EMBARGO. A proclamation or order of state, usually issued in time of war or threat ened hostilities, prohibiting the departure of ships or goods from some or all the ports of such state, until further order. The William King, 2 Wheat. (U. S.) 148, 4 L. Ed. 206.

• A civil embargo is the act of a state de taining the ships of its own citizens in port, which amounts to an interdiction of com merce, accompanied, as it usually is, by a closing of its ports to foreign vessels. A hostile embargo is a detention, as before mentioned, of foreign vessels and property which may be in the ports of the wronged state. The detention is by way of reprisal (q. v.) and is thus distinguished from a de tention of foreign vessels upon other grounds. If hostile embargo is followed by war, the vessels detained are confiscated. The term embargo is sometimes applied to the deten tion of foreign merchant vessels after the outbreak of war. It had been customary for belligerents to allow enemy vessels in their ports. at.the outbreak of hostilities to depart freely, and this custom finds a limit ed expression in the Convention Relative to the Status of Enemy Merchant Ships at the Outbreak of Hostilities, adopted at the Hague Convention of 1907, which provides that it is desirable that such vessels be al lowed to depart freely.

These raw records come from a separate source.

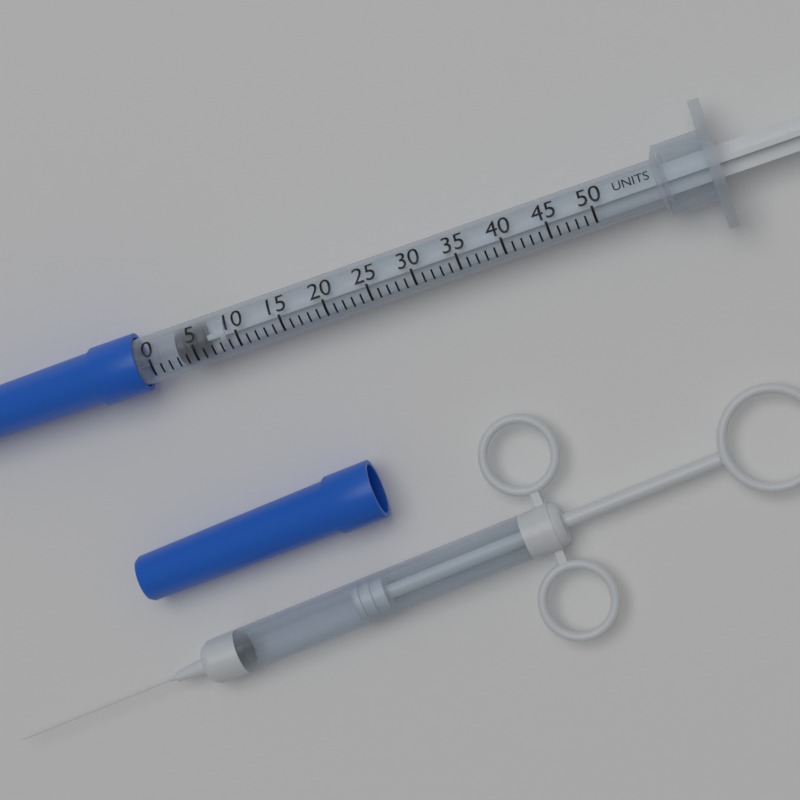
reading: 3 units
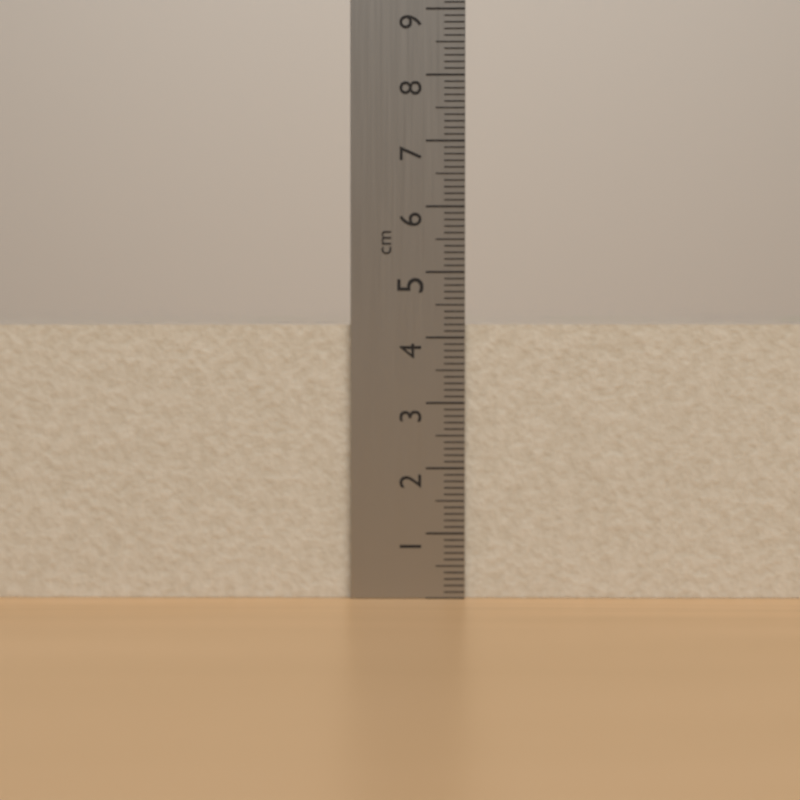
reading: 4.2 cm
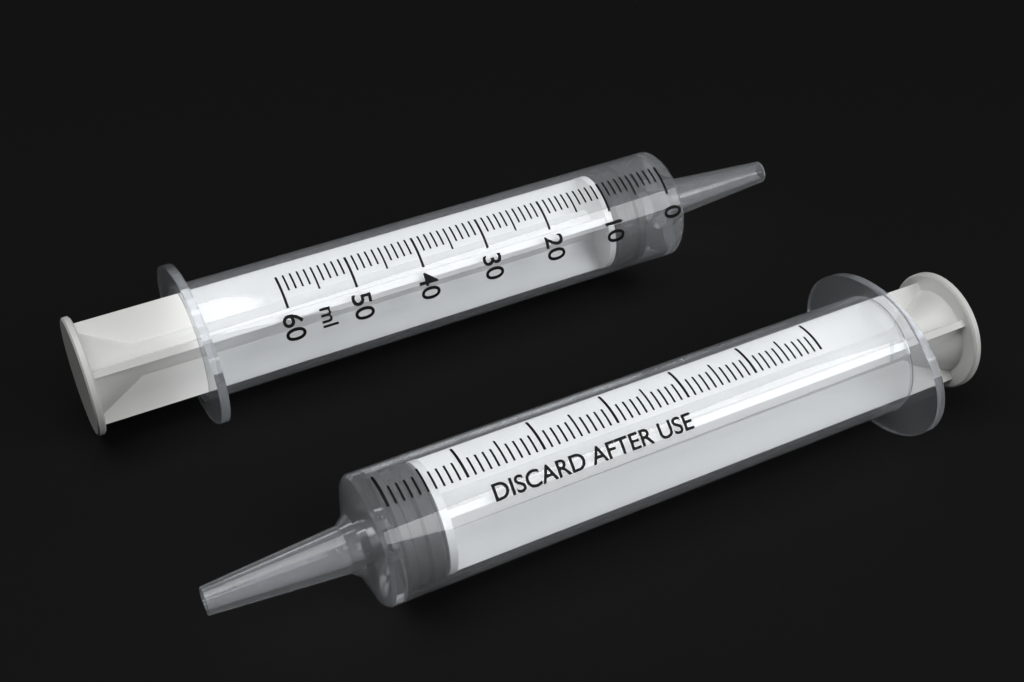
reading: 4 ml
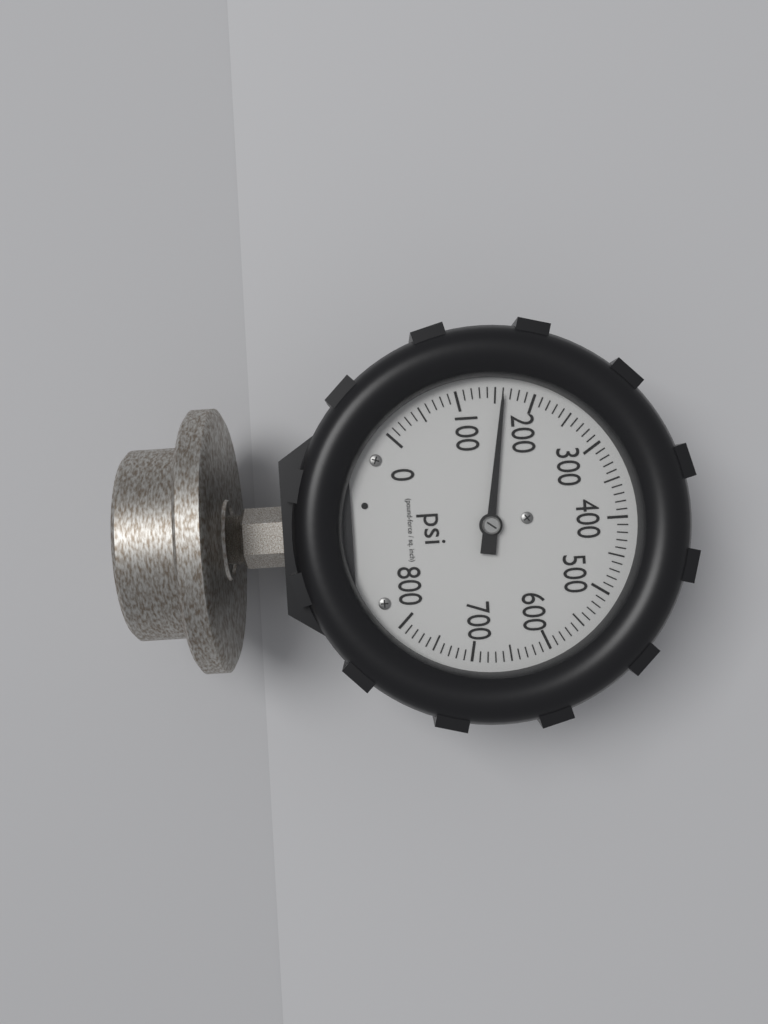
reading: 160 psi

The detention of ships by an embargo is such an injury to the owner as to entitle him to recover on a policy of insurance against "arrests or detainments." And whether the embargo be legally or illegally laid, the injury to the owner is the same, and the insurer is equally liable for the loss occasioned by it. Marsh. Ins. b. 1, c. 12, s. 5; 1 Kent 60; 1 Bell, Dict. 517.

An embargo detaining a vessel at the port of departure, or in the course of the voyage, does not of itself work a dissolution of a charter-party, or of the contract with the seamen. It is only a temporary restraint imposed by authority for legitimate politi cal purposes, which suspends for a. time the performance of such contracts, and leaves the rights of parties untouched ; 1 Bell, Dict. 517.